I was trying to think how a decorator @strict_duck_typing could be
implemented to solve the issue Bruce Leban described. The more I think about
it, the harder I think it is to implement.
I wanted to do something along the lines of:
def parameters_from_signature(function, args, kwargs):
"Translate a generic function call to the function's parameters by name"
argnames, varargs, keywords, defaults = inspect.getargspec(function)
args_and_kwargs = kwargs.copy()
names_and_args = zip(argnames, args)
args_and_kwargs.update(names_and_args)
if varargs is not None:
args_and_kwargs[varargs] = args[len(argnames):]
return args_and_kwargs
def strict_duck_typing(function):
attr_dict = attributes_used_by_function(function)
def verify_and_run(*args, **kwargs):
called_with = parameters_from_signature(function, args, kwargs)
for parameter, attributes_needed in attr_dict.items():
for attr in attributes_needed:
if not hasattr(called_with[parameter], attr):
raise TypeError("Parameter '%s' given doesn't have '%s'
attribute/method." % (parameter, attr))
function(*args, **kwargs)
Of course the big enchilada is the function 'attributes_used_by_function'
which I left out because it has to do some insane things.

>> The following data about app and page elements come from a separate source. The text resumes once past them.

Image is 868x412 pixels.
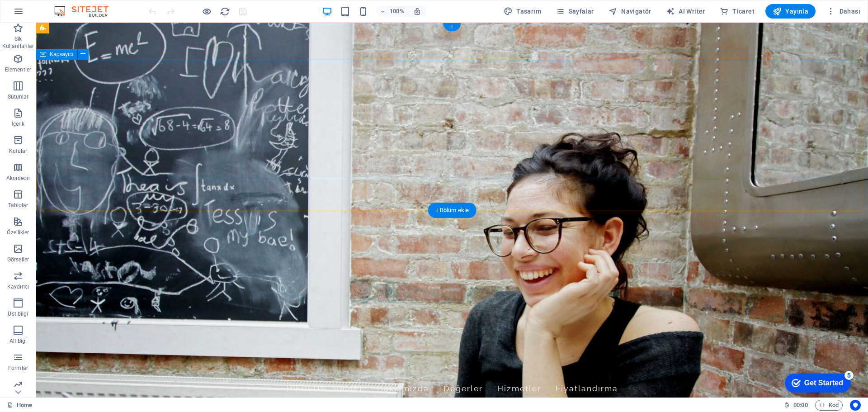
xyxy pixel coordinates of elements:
[11,121,24,128] p: İçerik
[720,7,755,16] span: Ticaret
[609,7,651,16] span: Navigatör
[504,7,541,16] span: Tasarım
[7,229,29,236] p: Özellikler
[6,174,30,182] p: Akordeon
[9,337,27,345] p: Alt Bigi
[766,4,816,19] button: Yayınla
[7,256,29,263] p: Görseller
[7,5,73,24] div: Get Started 5 items remaining, 0% complete
[820,400,839,411] span: Kod
[7,93,29,100] p: Sütunlar
[784,400,808,411] h6: Oturum süresi
[9,147,28,155] p: Kutular
[816,400,843,411] button: Kod
[793,400,807,411] span: 00 00
[67,2,75,11] div: 5
[8,365,28,372] p: Formlar
[7,400,32,411] a: Seçimi iptal etmek için tıkla. Sayfaları açmak için çift tıkla
[428,203,476,218] div: + Bölüm ekle
[800,402,801,409] span: :
[666,7,705,16] span: AI Writer
[7,310,28,318] p: Üst bilgi
[717,4,758,19] button: Ticaret
[220,6,230,17] i: Sayfayı yeniden yükleyin
[390,6,404,17] h6: 100%
[556,7,594,16] span: Sayfalar
[443,23,461,31] div: +
[552,4,598,19] button: Sayfalar
[663,4,709,19] button: AI Writer
[850,400,861,411] button: Usercentrics
[773,7,809,16] span: Yayınla
[26,10,65,18] div: Get Started
[8,202,28,209] p: Tablolar
[605,4,655,19] button: Navigatör
[7,283,29,290] p: Kaydırıcı
[219,6,230,17] button: reload
[201,6,212,17] button: Ön izleme modundan çıkıp düzenlemeye devam etmek için buraya tıklayın
[52,6,120,17] img: Editor Logo
[376,6,408,17] button: 100%
[827,7,861,16] span: Dahası
[500,4,545,19] button: Tasarım
[50,52,74,57] span: Kapsayıcı
[5,66,31,73] p: Elementler
[823,4,864,19] button: Dahası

I was thinking of
using ast.parse(inspect.getsource(function)) and then:
1. stepping into each function call which involves the function
parameters, perhaps repeating the ast.parse/inspect.getsource combo.
2. collecting all the methods and attributes accessed.
3. getattr/setattr/hasattr need to be simulated or handled
4. return a dictionary of { parameter_name: attributes_needed_set }
And even after this crazy piece of work there are some limitations ie:
1. C functions wouldn't be inspected, which is a tragedy, ie len(),
iter(), etc have to be especially treated...
2. dynamically generated attributes and attribute names will always break
this decorator.
3. performance issues
4. probably more things i didn't think of...
So I like the idea of strict duck typing, but it's gonna take more than one
mailing list reply for me to write a POC :)
On Sun, Sep 20, 2009 at 12:56 PM, Masklinn
On 20 Sep 2009, at 06:21 , Bruce Leban wrote: I don't quite understand what you are trying to solve. Here's a related
problem: One of the issues with duck typing is that something might look sort of like a duck but isn't really and it would be nice to make it easy to avoid using an object in a "half-baked" manner:
def playWithDuck(d): d.walk() d.quack()
if someone calls playWithDuck(dog) then the dog's going to get walked before trying to make the dog quack fails.
Note that with a structural type system (that of OCaml's objects for instance) this will work, the `playWithDuck` function will be inferred to take any subtype of < walk : unit; duck : unit > (or something like that) (basically, any object with a `walk` and a `quack` method (both returning nothing) will work).